Just a very short post this morning to highlight an incredibly interesting chart that I put together. Below I have mapped out year-on-year changes in wages against the unemployment rate. The results are very interesting indeed.


Click to enlarge

As we can see, in the period 1965-1981 (green circle) when unemployment went up wage-growth continued climbing regardless. However, in the period 1981-2013 (orange circle) whenever unemployment went up wage-growth slowed substantially. Indeed, in the second period we see a sort of “mirror-image” relationship.

This is not to say that after 1981 wages in the US became flexible — they do not fall when unemployment rises as particularly silly variants of mainstream theory claim — but there is a strong negative correlation between unemployment and wage growth.

The reason, of course, is obvious. Union density has fallen substantially since the early 1980s as can be seen from the graph below.


Click to enlarge

Everyone and their cat know this, of course. But I thought that the first chart was very interesting indeed. It really shows the changes that have taken place in the US labour market since 1981 in a crystal clear manner. Again, wages still grow as unemployment rises. But their acceleration does slow substantially.

Finally, let’s look at real wages — that is, wages adjusted for inflation — and how they relate to unemployment. We can see this in the graph I’ve put together below.


Click to enlarge

At first glance we see another “mirror-image” suggesting that there is a negative relationship between the two variables. This would seem to indicate that even in the period 1965-1981 wages fell when unemployment rose and vice versa. I would argue against this interpretation.

First of all, it is clear that until 1973 there was definitively no negative relationship between the two variables. Indeed, wages seemed to rise when unemployment rose — the opposite of what should theoretically happen in a flexible labour market.

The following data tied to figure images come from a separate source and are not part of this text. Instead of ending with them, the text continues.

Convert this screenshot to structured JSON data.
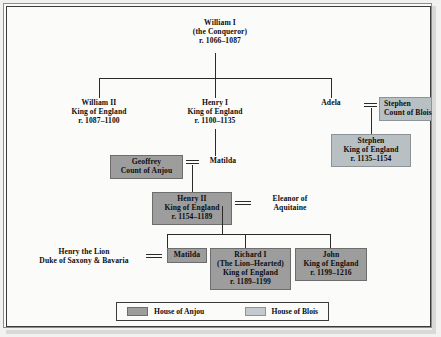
{
  "diagram": {
    "colors": {
      "anjou": "#9d9d9d",
      "blois": "#b9c0c4",
      "line": "#2b2b2b",
      "frame": "#3a3a3a"
    },
    "nodes": {
      "william_i": {
        "lines": [
          "William I",
          "(the Conqueror)",
          "r. 1066–1087"
        ],
        "style": "plain"
      },
      "william_ii": {
        "lines": [
          "William II",
          "King of England",
          "r. 1087–1100"
        ],
        "style": "plain"
      },
      "henry_i": {
        "lines": [
          "Henry I",
          "King of England",
          "r. 1100–1135"
        ],
        "style": "plain"
      },
      "adela": {
        "lines": [
          "Adela"
        ],
        "style": "plain"
      },
      "stephen_blois": {
        "lines": [
          "Stephen",
          "Count of Blois"
        ],
        "style": "blois"
      },
      "stephen_king": {
        "lines": [
          "Stephen",
          "King of England",
          "r. 1135–1154"
        ],
        "style": "blois"
      },
      "geoffrey": {
        "lines": [
          "Geoffrey",
          "Count of Anjou"
        ],
        "style": "anjou"
      },
      "matilda_1": {
        "lines": [
          "Matilda"
        ],
        "style": "plain"
      },
      "henry_ii": {
        "lines": [
          "Henry II",
          "King of England",
          "r. 1154–1189"
        ],
        "style": "anjou"
      },
      "eleanor": {
        "lines": [
          "Eleanor of",
          "Aquitaine"
        ],
        "style": "plain"
      },
      "henry_lion": {
        "lines": [
          "Henry the Lion",
          "Duke of Saxony & Bavaria"
        ],
        "style": "plain"
      },
      "matilda_2": {
        "lines": [
          "Matilda"
        ],
        "style": "anjou"
      },
      "richard_i": {
        "lines": [
          "Richard I",
          "(The Lion–Hearted)",
          "King of England",
          "r. 1189–1199"
        ],
        "style": "anjou"
      },
      "john": {
        "lines": [
          "John",
          "King of England",
          "r. 1199–1216"
        ],
        "style": "anjou"
      }
    },
    "legend": {
      "items": [
        {
          "swatch": "anjou",
          "label": "House of Anjou"
        },
        {
          "swatch": "blois",
          "label": "House of Blois"
        }
      ]
    }
  }
}
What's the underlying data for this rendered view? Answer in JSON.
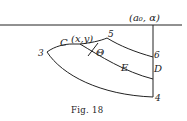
{
  "figure": {
    "caption": "Fig. 18",
    "corner_label": "(a₀, α)",
    "point_label": "(x,y)",
    "angle_label": "Θ",
    "labels": {
      "C": "C",
      "E": "E",
      "D": "D"
    },
    "numbers": {
      "n3": "3",
      "n4": "4",
      "n5": "5",
      "n6": "6"
    }
  }
}
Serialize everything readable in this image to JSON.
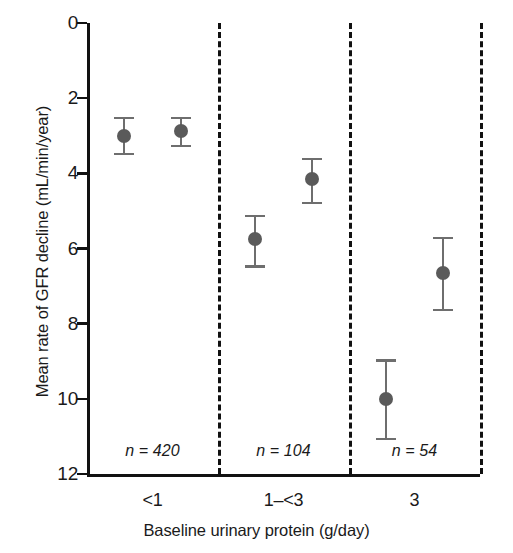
{
  "chart_data": {
    "type": "scatter",
    "title": "",
    "xlabel": "Baseline urinary protein (g/day)",
    "ylabel": "Mean rate of GFR decline (mL/min/year)",
    "ylim": [
      0,
      12
    ],
    "y_inverted": true,
    "grid": false,
    "legend": null,
    "y_ticks": [
      0,
      2,
      4,
      6,
      8,
      10,
      12
    ],
    "y_tick_labels": [
      "0",
      "2",
      "4",
      "6",
      "8",
      "10",
      "12"
    ],
    "groups": [
      {
        "label": "<1",
        "n_label": "n = 420",
        "n": 420,
        "points": [
          {
            "x_frac": 0.28,
            "value": 3.0,
            "low": 2.5,
            "high": 3.45
          },
          {
            "x_frac": 0.72,
            "value": 2.88,
            "low": 2.5,
            "high": 3.25
          }
        ]
      },
      {
        "label": "1–<3",
        "n_label": "n = 104",
        "n": 104,
        "points": [
          {
            "x_frac": 0.28,
            "value": 5.75,
            "low": 5.1,
            "high": 6.45
          },
          {
            "x_frac": 0.72,
            "value": 4.15,
            "low": 3.6,
            "high": 4.75
          }
        ]
      },
      {
        "label": "3",
        "n_label": "n = 54",
        "n": 54,
        "points": [
          {
            "x_frac": 0.28,
            "value": 10.0,
            "low": 8.95,
            "high": 11.05
          },
          {
            "x_frac": 0.72,
            "value": 6.65,
            "low": 5.7,
            "high": 7.6
          }
        ]
      }
    ],
    "series": [
      {
        "name": "first-bar",
        "categories": [
          "<1",
          "1–<3",
          "3"
        ],
        "values": [
          3.0,
          5.75,
          10.0
        ],
        "err_low": [
          2.5,
          5.1,
          8.95
        ],
        "err_high": [
          3.45,
          6.45,
          11.05
        ]
      },
      {
        "name": "second-bar",
        "categories": [
          "<1",
          "1–<3",
          "3"
        ],
        "values": [
          2.88,
          4.15,
          6.65
        ],
        "err_low": [
          2.5,
          3.6,
          5.7
        ],
        "err_high": [
          3.25,
          4.75,
          7.6
        ]
      }
    ],
    "colors": {
      "marker": "#5a5a5a",
      "error_bar": "#6e6e6e",
      "axis": "#111111",
      "divider": "#111111",
      "background": "#ffffff"
    }
  },
  "axes": {
    "y_title": "Mean rate of GFR decline (mL/min/year)",
    "x_title": "Baseline urinary protein (g/day)"
  }
}
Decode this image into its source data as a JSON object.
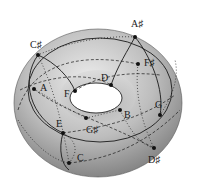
{
  "diagram": {
    "type": "tonnetz-torus",
    "colors": {
      "surface_light": "#e6e6e6",
      "surface_mid": "#b8b8b8",
      "surface_dark": "#7a7a7a",
      "line": "#1a1a1a",
      "hole": "#ffffff"
    },
    "nodes": [
      {
        "id": "A#",
        "label": "A♯",
        "x": 135,
        "y": 37,
        "lx": 131,
        "ly": 27
      },
      {
        "id": "C#",
        "label": "C♯",
        "x": 38,
        "y": 55,
        "lx": 30,
        "ly": 48
      },
      {
        "id": "F#",
        "label": "F♯",
        "x": 138,
        "y": 64,
        "lx": 144,
        "ly": 66
      },
      {
        "id": "A",
        "label": "A",
        "x": 34,
        "y": 89,
        "lx": 40,
        "ly": 91
      },
      {
        "id": "F",
        "label": "F",
        "x": 75,
        "y": 91,
        "lx": 64,
        "ly": 97
      },
      {
        "id": "D",
        "label": "D",
        "x": 111,
        "y": 85,
        "lx": 101,
        "ly": 81
      },
      {
        "id": "G",
        "label": "G",
        "x": 160,
        "y": 115,
        "lx": 155,
        "ly": 108
      },
      {
        "id": "B",
        "label": "B",
        "x": 120,
        "y": 110,
        "lx": 124,
        "ly": 118
      },
      {
        "id": "E",
        "label": "E",
        "x": 63,
        "y": 133,
        "lx": 56,
        "ly": 127
      },
      {
        "id": "G#",
        "label": "G♯",
        "x": 86,
        "y": 118,
        "lx": 86,
        "ly": 133
      },
      {
        "id": "C",
        "label": "C",
        "x": 69,
        "y": 163,
        "lx": 77,
        "ly": 161
      },
      {
        "id": "D#",
        "label": "D♯",
        "x": 154,
        "y": 148,
        "lx": 148,
        "ly": 163
      }
    ]
  }
}
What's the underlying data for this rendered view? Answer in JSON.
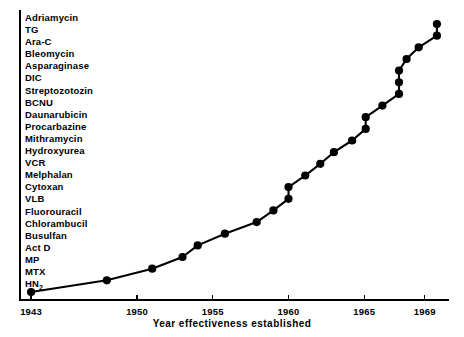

Secondly, if you compare the chart mapping nominal wages against unemployment and the chart mapping real wages you’ll see that in the former when there is a negative correlation unemployment lags wages while in the second wages lag unemployment. What that means is that in the first chart there is a nice story — in the period 1981-2013 — that unemployment occurs and wages fall afterwards; thus indicating that unemployment might very well be the cause of the changes in wages. But in the chart mapping real wages this lag doesn’t exist in the period 1973-1981 at all.

Thirdly, if we look at the period 1975-1981 in the final chart above we see unemployment rising and real wages recovering from their trough.

The simple fact of the matter is that unemployment, when it does have an effect on wages, has an effect on nominal wages, not real wages. This is exactly what Keynes argued in the General Theory when he wrote,

But the other, more fundamental, objection, which we shall develop in the ensuing chapters, flows from our disputing the assumption that the general level of real wages is directly determined by the character of the wage bargain. In assuming that the wage bargain determines the real wage the classical school have slipt in an illicit assumption. For there may be no method available to labour as a whole whereby it can bring the general level of money-wages into conformity with the marginal disutility of the current volume of employment. There may exist no expedient by which labour as a whole can reduce its real wage to a given figure by making revised money bargains with the entrepreneurs. This will be our contention.

As macroeconomists it is nominal wages that should concern us when we do analysis and real wages that should concern us when we are interested in questions of policy.